Today I learned that Gregg Phillips, the FEMA official in charge of responding to fires and floods, says the hand of God suddenly and mysteriously teleported him to a Waffle House in Rome, Georgia.

Phillips was named in December to head FEMA’s Office of Response and Recovery, overseeing more than 1,000 employees and a budget of $300 million. Before that, he advocated conspiracy theories about the 2020 election, and used violent language in connection with President Biden.

“On Wednesday, Mr. Phillips wrote on Truth Social, President Trump’s social media platform, that the incident took place while he was heavily medicated as part of a cancer treatment. But he also described it as a miracle performed by God,” writes Richard Fausset at the New York Times.

“‘The word “teleportation” was not mine,’ Mr. Phillips wrote. ‘It was used by someone else in the conversation reaching for language to describe something with no easy name. The more accurate biblical terms are “translated” or “transported” — not new ideas for people of faith.’”

Holy shit, Gregg, the word “teleportation” is not the problem here.

“Mr. Phillips’s claims are part of a growing trend among high-profile American conservatives to assert the physical presence of beings from the spiritual realm, or from provinces that are often reserved for science fiction novelists. In 2024, Tucker Carlson, the former Fox News host, said that he was ‘mauled,’ while sleeping, by ‘a demon or by something unseen.’ Former Representative Matt Gaetz recently said that a U.S. Army official had told him about ‘hybrid breeding programs, where captured aliens were breeding with humans to create some hybrid race that could engage in intergalactic communication.’

“Representative Tim Burchett, a Republican from Tennessee, told Newsmax on Wednesday that he had been briefed by government officials about aliens, adding that the country ‘would’ve come unglued, I think, if they would’ve heard all that I’d heard.’”

The Times’s Fausset interviewed people at all three Waffle Houses in Rome, Georgia, and nobody there had ever seen Phillips. If he arrived by teleportation — or any other form of transportation — nobody saw him.

“At the Waffle Houses of Rome this week, Mr. Phillips’s assertion of supernatural travel was met with skepticism. At the branch on U.S. Route 411, close to a Quality Inn and a pest control company, Estelle Mandeville, 27, was finishing up breakfast. Ms. Mandeville, a North Carolinian who was traveling for work, described herself as ‘uncomfortably atheist,’ and noted that she, personally, had come to Rome in a 2018 Kia Niro.

“Grant Sikes, 20, a student at nearby Berry College who hopes to attend an Episcopal seminary one day, said that divine power, from his experience, expressed itself in more subtle ways. He said he felt the presence of God at that moment, as he wrapped up a late, mellow breakfast with his grandfather, Larry Kellogg, 83.”

Grant is normal! Feeling the presence of God when you’re having breakfast with your grandpa is normal!

“Austin Spears, 29, a land surveyor, also found Mr. Phillips’s story to be dubious. But he also acknowledged that all human lives are studded with little mysteries.

“‘I can say I’ve been drunk and ended up in a Waffle House,’ Mr. Spears said. ‘Don’t know how I got there. But I was there.’”

I always suspected that science fiction would come true. But until Trump, I didn’t think it would be “Idiocracy.”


▶ Activity: Extract verbatim every line from the one containing "List all visible" to the final line of the records below, inclusive, and exclude all pictures.

Data tied to figure images:

▼

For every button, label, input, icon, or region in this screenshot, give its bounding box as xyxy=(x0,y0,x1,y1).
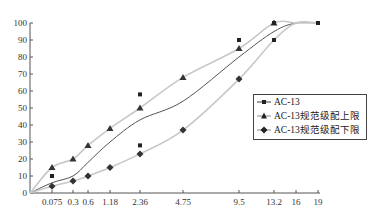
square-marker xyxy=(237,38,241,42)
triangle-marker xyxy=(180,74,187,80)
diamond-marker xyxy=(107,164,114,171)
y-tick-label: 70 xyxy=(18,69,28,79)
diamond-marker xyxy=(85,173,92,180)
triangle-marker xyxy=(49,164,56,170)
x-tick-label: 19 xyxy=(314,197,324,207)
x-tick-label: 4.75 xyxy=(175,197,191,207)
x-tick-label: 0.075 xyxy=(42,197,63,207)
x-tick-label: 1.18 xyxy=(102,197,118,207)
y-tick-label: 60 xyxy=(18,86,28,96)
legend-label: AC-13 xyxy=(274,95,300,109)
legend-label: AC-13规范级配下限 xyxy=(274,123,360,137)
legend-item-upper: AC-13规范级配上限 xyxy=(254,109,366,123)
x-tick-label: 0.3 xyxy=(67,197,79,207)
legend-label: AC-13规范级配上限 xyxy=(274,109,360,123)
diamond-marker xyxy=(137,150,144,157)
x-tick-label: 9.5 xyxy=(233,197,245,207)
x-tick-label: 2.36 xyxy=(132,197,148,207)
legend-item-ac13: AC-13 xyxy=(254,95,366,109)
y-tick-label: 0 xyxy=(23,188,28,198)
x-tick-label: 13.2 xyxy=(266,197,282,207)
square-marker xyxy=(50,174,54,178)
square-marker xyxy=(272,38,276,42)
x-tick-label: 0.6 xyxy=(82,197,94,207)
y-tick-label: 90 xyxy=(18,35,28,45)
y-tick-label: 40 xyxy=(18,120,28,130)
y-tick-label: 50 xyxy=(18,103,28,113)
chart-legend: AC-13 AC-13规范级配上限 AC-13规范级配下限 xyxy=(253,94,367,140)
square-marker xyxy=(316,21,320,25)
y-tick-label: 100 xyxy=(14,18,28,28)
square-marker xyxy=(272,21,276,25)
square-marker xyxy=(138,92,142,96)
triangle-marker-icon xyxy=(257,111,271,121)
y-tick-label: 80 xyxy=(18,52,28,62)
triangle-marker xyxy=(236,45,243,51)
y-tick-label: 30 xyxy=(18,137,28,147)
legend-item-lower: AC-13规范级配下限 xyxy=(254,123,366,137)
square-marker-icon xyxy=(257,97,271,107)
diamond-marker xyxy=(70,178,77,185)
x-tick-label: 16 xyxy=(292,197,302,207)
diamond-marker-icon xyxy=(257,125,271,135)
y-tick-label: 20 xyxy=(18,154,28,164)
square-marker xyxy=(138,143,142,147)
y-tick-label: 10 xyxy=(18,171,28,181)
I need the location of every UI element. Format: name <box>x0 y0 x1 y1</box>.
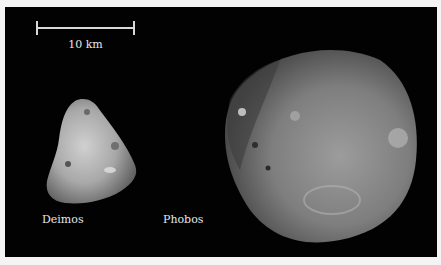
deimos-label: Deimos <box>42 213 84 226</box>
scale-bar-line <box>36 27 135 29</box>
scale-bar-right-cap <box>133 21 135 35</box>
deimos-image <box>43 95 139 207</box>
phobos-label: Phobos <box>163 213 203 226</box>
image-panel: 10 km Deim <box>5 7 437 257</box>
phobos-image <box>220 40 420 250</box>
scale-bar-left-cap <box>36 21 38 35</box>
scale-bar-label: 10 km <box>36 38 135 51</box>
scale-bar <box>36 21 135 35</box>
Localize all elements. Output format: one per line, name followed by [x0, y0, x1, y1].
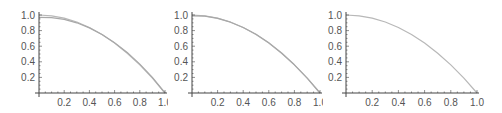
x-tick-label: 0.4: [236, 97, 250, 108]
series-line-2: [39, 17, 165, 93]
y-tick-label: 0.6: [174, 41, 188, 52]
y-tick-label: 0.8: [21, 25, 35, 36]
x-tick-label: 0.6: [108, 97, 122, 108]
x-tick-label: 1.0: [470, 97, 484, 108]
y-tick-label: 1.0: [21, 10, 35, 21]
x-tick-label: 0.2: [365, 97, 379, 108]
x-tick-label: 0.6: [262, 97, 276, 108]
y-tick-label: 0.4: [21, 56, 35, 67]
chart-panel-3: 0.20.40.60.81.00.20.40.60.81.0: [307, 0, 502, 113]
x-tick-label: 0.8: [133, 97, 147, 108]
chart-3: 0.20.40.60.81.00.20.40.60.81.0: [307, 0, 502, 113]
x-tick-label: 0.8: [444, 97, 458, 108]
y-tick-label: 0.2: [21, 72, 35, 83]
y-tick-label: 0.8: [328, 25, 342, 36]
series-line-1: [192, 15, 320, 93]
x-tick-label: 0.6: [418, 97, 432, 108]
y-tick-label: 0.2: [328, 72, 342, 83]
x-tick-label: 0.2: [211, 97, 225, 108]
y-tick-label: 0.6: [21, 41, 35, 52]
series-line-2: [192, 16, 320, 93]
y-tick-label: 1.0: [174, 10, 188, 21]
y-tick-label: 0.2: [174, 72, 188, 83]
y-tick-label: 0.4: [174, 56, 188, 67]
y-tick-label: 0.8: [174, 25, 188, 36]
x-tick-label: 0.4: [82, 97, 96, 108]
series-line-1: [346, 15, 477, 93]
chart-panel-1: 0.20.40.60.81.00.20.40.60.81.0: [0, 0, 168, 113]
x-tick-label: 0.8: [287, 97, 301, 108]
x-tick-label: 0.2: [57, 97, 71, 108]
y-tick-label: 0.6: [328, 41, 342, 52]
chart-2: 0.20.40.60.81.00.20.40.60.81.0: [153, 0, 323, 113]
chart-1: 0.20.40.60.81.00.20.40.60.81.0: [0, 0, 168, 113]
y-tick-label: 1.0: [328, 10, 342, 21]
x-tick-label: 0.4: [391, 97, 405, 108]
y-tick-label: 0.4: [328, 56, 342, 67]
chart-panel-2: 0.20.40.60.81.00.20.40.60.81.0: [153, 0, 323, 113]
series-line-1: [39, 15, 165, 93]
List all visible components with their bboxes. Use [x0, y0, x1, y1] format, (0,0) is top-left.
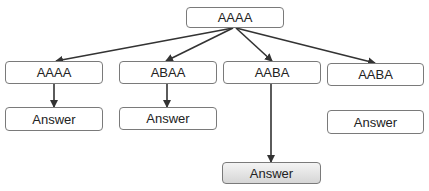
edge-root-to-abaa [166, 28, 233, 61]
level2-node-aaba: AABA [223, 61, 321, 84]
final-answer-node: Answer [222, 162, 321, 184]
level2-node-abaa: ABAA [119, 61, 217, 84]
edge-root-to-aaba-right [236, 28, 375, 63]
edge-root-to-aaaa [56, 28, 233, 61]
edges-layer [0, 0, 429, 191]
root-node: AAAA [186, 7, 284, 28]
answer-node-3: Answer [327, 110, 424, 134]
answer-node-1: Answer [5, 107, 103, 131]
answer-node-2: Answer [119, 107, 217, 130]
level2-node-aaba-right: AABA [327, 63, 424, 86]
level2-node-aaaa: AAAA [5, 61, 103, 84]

▲

▶ Worked solution:
List all visible components with their bboxes. Use [x0, y0, x1, y1] format, (0,0) is top-left.
edge-root-to-abaa [166, 28, 233, 61]
level2-node-aaba: AABA [223, 61, 321, 84]
final-answer-node: Answer [222, 162, 321, 184]
level2-node-abaa: ABAA [119, 61, 217, 84]
edge-root-to-aaba-right [236, 28, 375, 63]
edge-root-to-aaaa [56, 28, 233, 61]
edges-layer [0, 0, 429, 191]
root-node: AAAA [186, 7, 284, 28]
answer-node-3: Answer [327, 110, 424, 134]
answer-node-1: Answer [5, 107, 103, 131]
answer-node-2: Answer [119, 107, 217, 130]
level2-node-aaba-right: AABA [327, 63, 424, 86]
level2-node-aaaa: AAAA [5, 61, 103, 84]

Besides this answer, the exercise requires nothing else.